_REQUIRED ACTION_
Reproduce only the top of the records, down to and including the line containing "Image resolution: width=596".

(Collected data entries)

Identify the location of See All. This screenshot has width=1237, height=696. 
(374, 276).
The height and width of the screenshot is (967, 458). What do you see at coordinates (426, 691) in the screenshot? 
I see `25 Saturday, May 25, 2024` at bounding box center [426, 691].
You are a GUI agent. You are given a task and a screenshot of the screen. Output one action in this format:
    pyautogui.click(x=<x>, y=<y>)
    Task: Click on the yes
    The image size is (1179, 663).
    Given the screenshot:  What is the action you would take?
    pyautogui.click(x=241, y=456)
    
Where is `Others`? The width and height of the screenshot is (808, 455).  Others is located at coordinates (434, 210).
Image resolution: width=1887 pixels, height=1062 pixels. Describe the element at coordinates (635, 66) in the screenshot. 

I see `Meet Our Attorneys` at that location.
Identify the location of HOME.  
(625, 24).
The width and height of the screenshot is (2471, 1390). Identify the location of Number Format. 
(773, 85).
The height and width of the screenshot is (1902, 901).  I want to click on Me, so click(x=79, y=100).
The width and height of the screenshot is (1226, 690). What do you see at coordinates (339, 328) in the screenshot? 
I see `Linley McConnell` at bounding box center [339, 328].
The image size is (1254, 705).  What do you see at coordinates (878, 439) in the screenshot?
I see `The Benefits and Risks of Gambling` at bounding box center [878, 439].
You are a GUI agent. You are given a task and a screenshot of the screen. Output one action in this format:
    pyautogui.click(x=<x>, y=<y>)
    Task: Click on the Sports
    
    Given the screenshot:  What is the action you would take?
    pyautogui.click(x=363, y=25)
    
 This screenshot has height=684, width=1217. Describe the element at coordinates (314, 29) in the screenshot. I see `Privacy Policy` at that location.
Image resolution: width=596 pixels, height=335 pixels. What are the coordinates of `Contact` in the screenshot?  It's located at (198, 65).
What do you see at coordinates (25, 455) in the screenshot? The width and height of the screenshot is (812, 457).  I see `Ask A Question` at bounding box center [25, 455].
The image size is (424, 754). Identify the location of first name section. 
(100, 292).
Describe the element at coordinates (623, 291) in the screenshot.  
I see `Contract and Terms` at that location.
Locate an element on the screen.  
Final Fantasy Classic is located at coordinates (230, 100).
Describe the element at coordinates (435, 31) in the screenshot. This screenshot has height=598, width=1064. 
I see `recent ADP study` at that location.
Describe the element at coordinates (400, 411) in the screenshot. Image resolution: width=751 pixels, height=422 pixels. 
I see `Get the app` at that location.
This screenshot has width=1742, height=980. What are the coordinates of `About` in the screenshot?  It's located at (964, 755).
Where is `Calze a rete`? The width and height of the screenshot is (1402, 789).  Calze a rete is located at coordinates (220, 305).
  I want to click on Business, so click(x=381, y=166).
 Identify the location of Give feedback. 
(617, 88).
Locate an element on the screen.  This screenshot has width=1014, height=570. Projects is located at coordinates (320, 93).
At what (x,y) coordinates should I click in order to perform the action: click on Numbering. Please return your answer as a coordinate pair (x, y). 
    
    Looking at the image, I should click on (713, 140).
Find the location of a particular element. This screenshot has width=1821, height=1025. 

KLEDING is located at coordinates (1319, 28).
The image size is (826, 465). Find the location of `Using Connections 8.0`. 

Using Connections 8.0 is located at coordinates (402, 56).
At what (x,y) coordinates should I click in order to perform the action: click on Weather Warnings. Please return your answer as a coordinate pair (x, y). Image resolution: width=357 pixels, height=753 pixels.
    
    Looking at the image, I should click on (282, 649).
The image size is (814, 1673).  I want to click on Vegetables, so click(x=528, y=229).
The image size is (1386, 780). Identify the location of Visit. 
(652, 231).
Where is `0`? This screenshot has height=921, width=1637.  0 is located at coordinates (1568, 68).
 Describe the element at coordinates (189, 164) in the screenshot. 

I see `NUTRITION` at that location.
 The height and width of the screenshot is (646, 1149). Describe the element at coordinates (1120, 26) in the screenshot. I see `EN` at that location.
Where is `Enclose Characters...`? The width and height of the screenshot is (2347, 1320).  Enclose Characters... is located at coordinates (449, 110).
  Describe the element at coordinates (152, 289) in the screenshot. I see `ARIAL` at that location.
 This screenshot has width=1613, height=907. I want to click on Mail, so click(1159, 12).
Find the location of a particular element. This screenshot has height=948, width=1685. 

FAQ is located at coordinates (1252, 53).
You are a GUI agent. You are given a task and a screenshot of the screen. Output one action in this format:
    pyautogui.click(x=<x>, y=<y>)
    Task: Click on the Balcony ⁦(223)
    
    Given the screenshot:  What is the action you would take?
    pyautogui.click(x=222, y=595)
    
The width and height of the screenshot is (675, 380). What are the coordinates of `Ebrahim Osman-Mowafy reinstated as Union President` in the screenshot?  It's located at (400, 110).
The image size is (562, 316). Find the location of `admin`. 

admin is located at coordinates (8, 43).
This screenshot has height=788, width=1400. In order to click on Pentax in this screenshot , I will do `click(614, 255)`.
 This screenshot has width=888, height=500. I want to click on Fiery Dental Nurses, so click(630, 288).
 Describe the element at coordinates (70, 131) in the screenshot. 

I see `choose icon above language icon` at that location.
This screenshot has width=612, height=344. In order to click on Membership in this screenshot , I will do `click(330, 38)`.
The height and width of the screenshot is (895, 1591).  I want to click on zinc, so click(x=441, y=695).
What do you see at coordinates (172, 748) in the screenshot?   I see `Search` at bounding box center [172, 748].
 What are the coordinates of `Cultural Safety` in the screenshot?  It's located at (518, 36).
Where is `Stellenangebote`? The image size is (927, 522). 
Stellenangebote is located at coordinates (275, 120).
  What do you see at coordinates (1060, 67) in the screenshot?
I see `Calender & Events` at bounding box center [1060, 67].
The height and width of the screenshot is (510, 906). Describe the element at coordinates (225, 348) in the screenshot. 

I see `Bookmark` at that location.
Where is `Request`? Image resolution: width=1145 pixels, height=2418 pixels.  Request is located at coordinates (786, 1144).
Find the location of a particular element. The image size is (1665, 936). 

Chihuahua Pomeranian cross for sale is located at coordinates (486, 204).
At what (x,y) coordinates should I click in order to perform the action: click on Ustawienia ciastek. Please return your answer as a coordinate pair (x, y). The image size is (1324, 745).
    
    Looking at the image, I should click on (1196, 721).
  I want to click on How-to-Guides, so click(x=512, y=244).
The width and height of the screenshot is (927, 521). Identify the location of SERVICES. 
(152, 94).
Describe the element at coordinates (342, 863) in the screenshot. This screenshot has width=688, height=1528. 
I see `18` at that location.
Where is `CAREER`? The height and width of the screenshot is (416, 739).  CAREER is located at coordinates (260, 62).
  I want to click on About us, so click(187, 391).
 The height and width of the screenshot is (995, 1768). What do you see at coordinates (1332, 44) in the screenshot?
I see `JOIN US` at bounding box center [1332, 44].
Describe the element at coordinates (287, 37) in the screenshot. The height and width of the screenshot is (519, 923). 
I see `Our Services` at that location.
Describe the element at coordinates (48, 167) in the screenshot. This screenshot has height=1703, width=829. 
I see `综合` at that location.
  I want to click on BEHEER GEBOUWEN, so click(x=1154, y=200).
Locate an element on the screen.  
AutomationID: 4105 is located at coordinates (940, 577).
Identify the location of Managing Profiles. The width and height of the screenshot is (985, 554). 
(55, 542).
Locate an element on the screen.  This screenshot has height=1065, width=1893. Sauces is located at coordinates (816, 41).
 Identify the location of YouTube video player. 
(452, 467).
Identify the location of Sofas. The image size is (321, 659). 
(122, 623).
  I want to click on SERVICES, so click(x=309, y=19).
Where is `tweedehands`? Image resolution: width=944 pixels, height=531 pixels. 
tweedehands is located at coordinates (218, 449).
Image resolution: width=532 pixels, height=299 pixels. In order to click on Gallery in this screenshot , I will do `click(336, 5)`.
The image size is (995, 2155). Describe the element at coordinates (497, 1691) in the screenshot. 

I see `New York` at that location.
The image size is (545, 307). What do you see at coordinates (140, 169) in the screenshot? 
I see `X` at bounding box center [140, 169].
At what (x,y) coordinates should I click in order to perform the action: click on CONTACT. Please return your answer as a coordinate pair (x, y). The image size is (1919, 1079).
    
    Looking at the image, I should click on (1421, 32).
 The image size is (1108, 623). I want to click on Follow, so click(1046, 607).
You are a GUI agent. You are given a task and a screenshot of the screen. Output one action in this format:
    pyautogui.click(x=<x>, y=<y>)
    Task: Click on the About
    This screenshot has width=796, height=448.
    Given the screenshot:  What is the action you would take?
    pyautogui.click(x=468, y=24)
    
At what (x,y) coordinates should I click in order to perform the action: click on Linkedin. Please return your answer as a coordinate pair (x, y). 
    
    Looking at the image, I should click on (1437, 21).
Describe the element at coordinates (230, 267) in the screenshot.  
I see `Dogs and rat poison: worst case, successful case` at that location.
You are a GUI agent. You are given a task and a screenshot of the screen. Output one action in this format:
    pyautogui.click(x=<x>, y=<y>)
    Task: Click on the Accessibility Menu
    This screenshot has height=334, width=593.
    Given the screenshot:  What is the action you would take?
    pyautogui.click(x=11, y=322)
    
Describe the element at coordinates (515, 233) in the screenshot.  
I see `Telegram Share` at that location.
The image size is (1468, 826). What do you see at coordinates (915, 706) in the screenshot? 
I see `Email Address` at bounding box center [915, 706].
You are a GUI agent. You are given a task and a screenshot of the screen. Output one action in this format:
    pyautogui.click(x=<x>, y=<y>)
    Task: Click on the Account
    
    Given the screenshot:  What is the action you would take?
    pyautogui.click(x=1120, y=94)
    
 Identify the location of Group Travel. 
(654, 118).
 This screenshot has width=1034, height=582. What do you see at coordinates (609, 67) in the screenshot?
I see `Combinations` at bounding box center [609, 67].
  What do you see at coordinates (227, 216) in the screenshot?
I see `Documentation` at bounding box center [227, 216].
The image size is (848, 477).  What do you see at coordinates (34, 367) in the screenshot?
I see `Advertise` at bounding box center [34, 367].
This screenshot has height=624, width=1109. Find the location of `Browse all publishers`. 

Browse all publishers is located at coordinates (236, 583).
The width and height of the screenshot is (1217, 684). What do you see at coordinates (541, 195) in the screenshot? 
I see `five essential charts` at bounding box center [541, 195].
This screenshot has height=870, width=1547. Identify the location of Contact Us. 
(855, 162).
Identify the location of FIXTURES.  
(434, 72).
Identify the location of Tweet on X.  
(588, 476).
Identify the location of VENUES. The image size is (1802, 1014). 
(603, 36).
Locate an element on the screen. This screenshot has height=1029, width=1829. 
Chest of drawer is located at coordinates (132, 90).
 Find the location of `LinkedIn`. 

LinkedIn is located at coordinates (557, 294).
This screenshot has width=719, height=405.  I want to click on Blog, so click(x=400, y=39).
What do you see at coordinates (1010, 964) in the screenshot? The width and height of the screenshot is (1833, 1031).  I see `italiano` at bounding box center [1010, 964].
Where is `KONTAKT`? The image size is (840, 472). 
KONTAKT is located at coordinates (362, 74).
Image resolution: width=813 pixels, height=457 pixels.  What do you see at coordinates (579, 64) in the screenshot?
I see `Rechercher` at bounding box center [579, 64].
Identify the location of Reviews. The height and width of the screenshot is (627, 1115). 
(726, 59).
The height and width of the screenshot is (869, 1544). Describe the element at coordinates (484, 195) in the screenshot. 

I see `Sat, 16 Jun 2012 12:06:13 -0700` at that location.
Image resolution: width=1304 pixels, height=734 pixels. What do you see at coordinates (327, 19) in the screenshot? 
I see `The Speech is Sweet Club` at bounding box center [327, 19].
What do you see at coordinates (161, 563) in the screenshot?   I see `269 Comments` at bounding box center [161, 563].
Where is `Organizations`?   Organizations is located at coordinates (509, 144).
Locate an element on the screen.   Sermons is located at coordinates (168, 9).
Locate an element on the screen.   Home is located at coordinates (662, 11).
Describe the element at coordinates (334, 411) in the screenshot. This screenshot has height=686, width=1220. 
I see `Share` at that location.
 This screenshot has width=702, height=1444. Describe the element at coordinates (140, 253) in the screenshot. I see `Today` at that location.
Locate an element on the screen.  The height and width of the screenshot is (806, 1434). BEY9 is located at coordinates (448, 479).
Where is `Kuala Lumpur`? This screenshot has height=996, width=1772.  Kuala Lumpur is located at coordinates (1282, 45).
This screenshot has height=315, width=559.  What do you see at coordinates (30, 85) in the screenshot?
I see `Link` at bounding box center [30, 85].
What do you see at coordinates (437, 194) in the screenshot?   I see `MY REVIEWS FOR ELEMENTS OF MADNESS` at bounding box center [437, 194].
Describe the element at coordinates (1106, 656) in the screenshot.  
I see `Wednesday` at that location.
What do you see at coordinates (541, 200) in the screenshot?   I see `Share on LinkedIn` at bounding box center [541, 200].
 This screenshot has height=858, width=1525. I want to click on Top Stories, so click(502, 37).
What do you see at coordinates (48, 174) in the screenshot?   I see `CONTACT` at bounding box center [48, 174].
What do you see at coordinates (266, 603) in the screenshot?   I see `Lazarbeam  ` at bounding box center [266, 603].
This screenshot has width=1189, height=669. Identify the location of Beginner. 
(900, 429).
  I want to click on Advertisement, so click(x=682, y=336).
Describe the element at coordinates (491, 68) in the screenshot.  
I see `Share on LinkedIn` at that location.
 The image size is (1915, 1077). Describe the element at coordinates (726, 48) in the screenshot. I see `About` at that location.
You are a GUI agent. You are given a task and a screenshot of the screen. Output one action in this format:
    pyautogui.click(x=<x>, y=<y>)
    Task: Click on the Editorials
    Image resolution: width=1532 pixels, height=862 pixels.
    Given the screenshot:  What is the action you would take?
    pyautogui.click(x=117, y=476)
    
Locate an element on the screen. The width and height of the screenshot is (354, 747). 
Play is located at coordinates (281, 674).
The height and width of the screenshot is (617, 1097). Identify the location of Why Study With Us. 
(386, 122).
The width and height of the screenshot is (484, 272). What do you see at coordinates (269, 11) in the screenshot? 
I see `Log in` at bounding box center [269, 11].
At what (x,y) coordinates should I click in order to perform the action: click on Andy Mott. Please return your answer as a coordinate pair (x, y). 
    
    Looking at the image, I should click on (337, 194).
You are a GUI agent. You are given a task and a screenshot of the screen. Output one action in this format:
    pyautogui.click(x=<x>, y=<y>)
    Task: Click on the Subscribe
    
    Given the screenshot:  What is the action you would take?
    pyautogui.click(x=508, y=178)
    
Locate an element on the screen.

_EXERCISE OUTPUT_
Identify the location of See All. This screenshot has width=1237, height=696. 
(374, 276).
The height and width of the screenshot is (967, 458). What do you see at coordinates (426, 691) in the screenshot? 
I see `25 Saturday, May 25, 2024` at bounding box center [426, 691].
You are a GUI agent. You are given a task and a screenshot of the screen. Output one action in this format:
    pyautogui.click(x=<x>, y=<y>)
    Task: Click on the yes
    The image size is (1179, 663).
    Given the screenshot:  What is the action you would take?
    pyautogui.click(x=241, y=456)
    
Where is `Others`? The width and height of the screenshot is (808, 455).  Others is located at coordinates (434, 210).
Image resolution: width=1887 pixels, height=1062 pixels. Describe the element at coordinates (635, 66) in the screenshot. 

I see `Meet Our Attorneys` at that location.
Identify the location of HOME.  
(625, 24).
The width and height of the screenshot is (2471, 1390). Identify the location of Number Format. 
(773, 85).
The height and width of the screenshot is (1902, 901).  I want to click on Me, so click(x=79, y=100).
The width and height of the screenshot is (1226, 690). What do you see at coordinates (339, 328) in the screenshot? 
I see `Linley McConnell` at bounding box center [339, 328].
The image size is (1254, 705).  What do you see at coordinates (878, 439) in the screenshot?
I see `The Benefits and Risks of Gambling` at bounding box center [878, 439].
You are a GUI agent. You are given a task and a screenshot of the screen. Output one action in this format:
    pyautogui.click(x=<x>, y=<y>)
    Task: Click on the Sports
    
    Given the screenshot:  What is the action you would take?
    pyautogui.click(x=363, y=25)
    
 This screenshot has height=684, width=1217. Describe the element at coordinates (314, 29) in the screenshot. I see `Privacy Policy` at that location.
Image resolution: width=596 pixels, height=335 pixels. What are the coordinates of `Contact` in the screenshot?  It's located at (198, 65).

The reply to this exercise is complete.